A world linked by a virtual-reality network experiences the devastation first hand, witnessing the death of civilization as we know it and the violent birth of an emerging global consciousness.

Vast in scope, yet intimate in personal detail, Mother of Storms is a visionary fusion of cutting-edge cyberspace fiction and heart-stopping storytelling in the grand tradition, filled with passion, tragedy, and the triumph of the human spirit.


Editorial Reviews

From Publishers Weekly

This futuristic disaster novel by the author of A Million Open Doors opens in the year 2028, when a preemptive missile strike releases billions of tons of methane trapped in the ocean floor. The resultant atmospheric heat spawns massive supernatural hurricanes that ravage the world's coastlands and claim millions of lives. The only hope of salvation rests with astronaut Louie Tynan--who has become superintelligent, perhaps superhuman, through a computer system linked to his mind--and his desperate plan to shield the earth from the sun until it can cool. Along the way, a well-drawn cast play various roles in combatting the escalating crisis: a canny female U.S. President, an opportunistic capitalist, a spunky journalist et al. Barnes maintains a breakneck pace even while loading his narrative with vital briefings on hurricane formation, information processing and the physics of space travel; some of his speculations, in fact, are breathtaking. This winning blend of gripping thrilller and dazzling SF should establish Barnes as one of the most able and impressive of SF's rising stars.
Copyright 1994 Reed Business Information, Inc. --This text refers to an out of print or unavailable edition of this title.

From Library Journal

When a tactical nuclear strike releases massive amounts of methane from the North Pacific's ocean beds, global weather patterns transform the entire ocean surface into a massive spawning ground for hurricanes. As perpetual storms threaten to decimate Earth's population, politicians, scientists, and visionaries grope for solutions while ordinary people struggle to stay alive. In the best tradition of disaster novels, Barnes (Orbital Resonance, LJ 9/1/92; A Million Open Doors, LJ 10/15/91) juggles multiple plot lines as he builds to the grand finale. Compellingly orchestrated and filled with fascinating bits of weather lore, this novel will have broad appeal.
Copyright 1994 Reed Business Information, Inc. --This text refers to an out of print or unavailable edition of this title.

Product Details

  • Paperback: 560 pages
  • Publisher: Tor Books (May 15, 1995)
  • Language: English
  • ISBN-10: 0812533453
  • ISBN-13: 978-0812533453
  • Product Dimensions: 6.8 x 4.2 x 1.3 inches
  • Shipping Weight: 9.9 ounces
  • Average Customer Review: 3.4 out of 5 stars  See all reviews (38 customer reviews)
  • Amazon Best Sellers Rank: #1,656,936 in Books (See Top 100 in Books)

More About the Author

My thirtieth commercially published novel will be coming out in spring 2012. I've published about 5 million words that I got paid for. So I'm an abundantly published very obscure writer.

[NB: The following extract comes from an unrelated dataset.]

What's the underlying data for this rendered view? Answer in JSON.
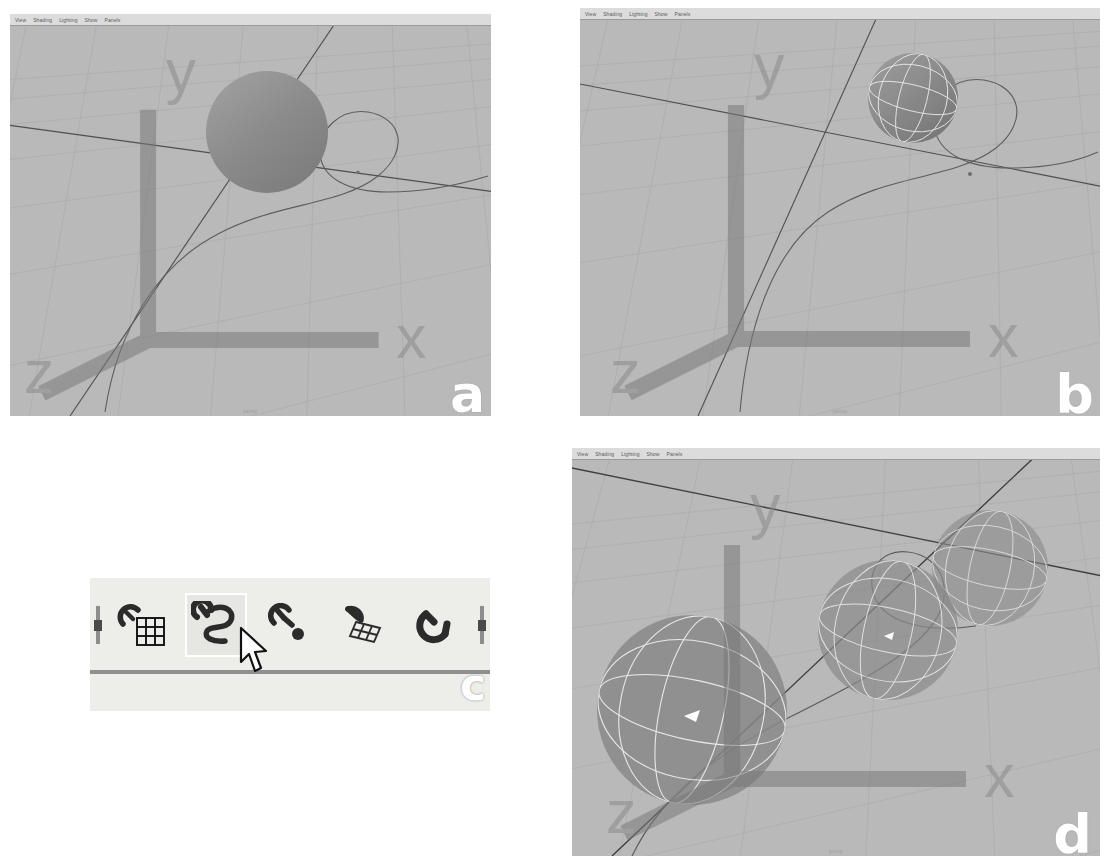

I used to teach in the Communication and Theatre program at Western State College. I got my PhD at Pitt in the early 90s, masters degrees at U of Montana in the mid 80s, bachelors at Washington University in the 70s; worked for Middle South Services in New Orleans in the early 80s. I do paid blogging mostly about the math of marketing analysis at TheCMOSite and All Analytics. If any of that is familiar to you, then yes, I am THAT John Barnes.

There are also many Johns Barneses I am not. I am not the British footballer, the Australian rules footballer, the former Red Sox pitcher, the Tory MP, the expert on ADA programming, the biographer of Eva Peron, the authority on Dante, the mycologist, the travel writer, the guy who does some form of massage healing that I don't really understand at all, the oil executive, the film historian, or that guy that Mom said was my father. I do wish I'd written that book on titmice, though.

I used to think I was the only paid consulting statistical semiotician for business and industry in the world, but I now know four of them. So now I have a large market share of a growing field.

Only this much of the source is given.